Mrs. Martin paid no attention, seemed not to hear, but stood facing us imperiously as if waiting for us to obey her orders and leave the house. Burnham moved toward the door, but Prescott stood his ground with a peculiar air of defiance. Then he took my arm and started rather precipitately, I thought, to leave.
"Come, come," said somebody behind us, "enough of the dramatics."
It was Kennedy, who had been bending down, listening to the muttering of the old man.
"Look at those eyes of Mr. Haswell," he said. "What color are they?"
We looked. They were blue.
"Down in the parlor," continued Kennedy leisurely, "you will find a portrait of the long deceased Mrs. Haswell. If you will examine that painting you will see that her eyes are also a peculiarly limpid blue.
No couple with blue eyes ever had a black-eyed child. At least, if this is such a case, the Carnegie Inst.i.tution investigators would be glad to hear of it, for it is contrary to all that they have discovered on the subject after years of study of eugenics. Dark-eyed couples may have light-eyed children, but the reverse, never. What do you say to that, madame?"
"You lie," screamed the woman, rus.h.i.+ng frantically past us. "I am his daughter. No interlopers shall separate us Father!"
The old man moved feebly away from her.
"Send for Dr. Scott again," she demanded. "See if he cannot be found.
He must be found. You are all enemies, villains."
She addressed Kennedy, but included the whole room in her denunciation.
"Not all," broke in Kennedy remorselessly. "Yes, madame, send for Dr.
Scott. Why is he not here?"
Prescott, with one hand on my arm and the other on Dr. Burnham's, was moving toward the door.

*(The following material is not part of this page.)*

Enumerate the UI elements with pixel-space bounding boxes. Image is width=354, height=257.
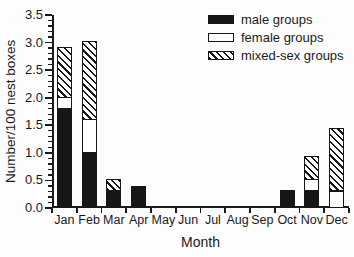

"One moment, Prescott," interrupted Kennedy, detaining him with a look. "There was something I was about to say when Dr. Burnham's urgent message prevented it. I did not take the trouble even to find out how you obtained that little globule of molten gold from the crucible of alleged copper. There are so many tricks by which the gold could have been 'salted' and brought forth at the right moment that it was hardly worth while. Besides, I had satisfied myself that my first suspicions were correct. See that?"